Genealogist's Address Book. 6th Edition

Genealogist's Address Book. 6th Edition
Author: Elizabeth Petty Bentley
Publisher: Genealogical Publishing Com
Total Pages: 816
Release: 2009-02
Genre: Reference
ISBN: 9780806317960

This book is the answer to the perennial question, "What's out there in the world of genealogy?" What organizations, institutions, special resources, and websites can help me? Where do I write or phone or send e-mail? Once again, Elizabeth Bentley's Address Book answers these questions and more.
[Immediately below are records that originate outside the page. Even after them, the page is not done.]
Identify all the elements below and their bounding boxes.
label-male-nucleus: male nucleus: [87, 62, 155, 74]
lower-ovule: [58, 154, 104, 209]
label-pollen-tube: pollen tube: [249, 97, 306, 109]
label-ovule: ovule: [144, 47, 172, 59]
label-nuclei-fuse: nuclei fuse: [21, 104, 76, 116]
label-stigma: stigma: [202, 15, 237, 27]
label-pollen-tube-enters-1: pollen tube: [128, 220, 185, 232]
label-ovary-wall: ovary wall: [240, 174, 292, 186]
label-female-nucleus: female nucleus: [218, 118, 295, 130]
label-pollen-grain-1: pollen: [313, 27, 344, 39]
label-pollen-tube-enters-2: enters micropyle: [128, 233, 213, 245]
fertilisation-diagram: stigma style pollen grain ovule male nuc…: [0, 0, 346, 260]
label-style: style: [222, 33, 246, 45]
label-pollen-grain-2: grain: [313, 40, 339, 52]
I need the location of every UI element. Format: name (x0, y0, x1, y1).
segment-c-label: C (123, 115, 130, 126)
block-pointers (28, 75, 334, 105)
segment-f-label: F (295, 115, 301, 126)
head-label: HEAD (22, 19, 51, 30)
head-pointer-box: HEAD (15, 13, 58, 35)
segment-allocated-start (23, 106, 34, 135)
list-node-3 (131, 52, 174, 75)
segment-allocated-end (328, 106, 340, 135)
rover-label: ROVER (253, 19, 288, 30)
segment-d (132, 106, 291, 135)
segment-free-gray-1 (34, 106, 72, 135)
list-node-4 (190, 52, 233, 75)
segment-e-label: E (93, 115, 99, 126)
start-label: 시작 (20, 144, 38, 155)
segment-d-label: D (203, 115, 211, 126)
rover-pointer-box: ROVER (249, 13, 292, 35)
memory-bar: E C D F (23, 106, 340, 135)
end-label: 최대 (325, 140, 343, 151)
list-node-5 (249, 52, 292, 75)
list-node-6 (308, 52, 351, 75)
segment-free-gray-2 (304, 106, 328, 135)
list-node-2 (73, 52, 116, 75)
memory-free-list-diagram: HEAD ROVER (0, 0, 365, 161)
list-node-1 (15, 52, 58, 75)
Now in its 6th edition, The Genealogist's Address Book gives you access to all the key sources of genealogical information, providing names, addresses, phone numbers, fax numbers, e-mail addresses, websites, names of contact persons, and other pertinent information for more than 27,000 organizations, including libraries, archives, societies, government agencies, vital records offices, professional bodies, publications, research centers, and special interest groups.

Christine

Christine
Author: Laura Curtis Bullard
Publisher: U of Nebraska Press
Total Pages: 431
Release: 2010-01-01
Genre: Fiction
ISBN: 0803213603

When Laura Curtis Bullard wrote the novel Christine in 1856, she created one of antebellum America?s most radical heroines: a woman?s rights leader. Addressing the major social, political, and cultural issues surrounding women from within an unusually overt feminist framework for its time, Christine openly challenges a social and legal system that denies women full and equal rights. ΓΈ Christine defies her family, rejects marriage, and leaves a job as a teacher to embark on her career, rewriting the script for a successful nineteenth-century heroine. Along the way, she recreates domesticity on her own terms, helping other young women gain economic independence so that they, too, have the autonomy to make their own choices in love and life. One of the triumphs of the novel is the author?s ability to create a sympathetic heroine and a fast-paced plot that intertwines vivid scenes of suicide, destitution, and an insane asylum with theoretical and political discussions?so skillfully that the novel successfully appealed to otherwise hesitant middle-class readers.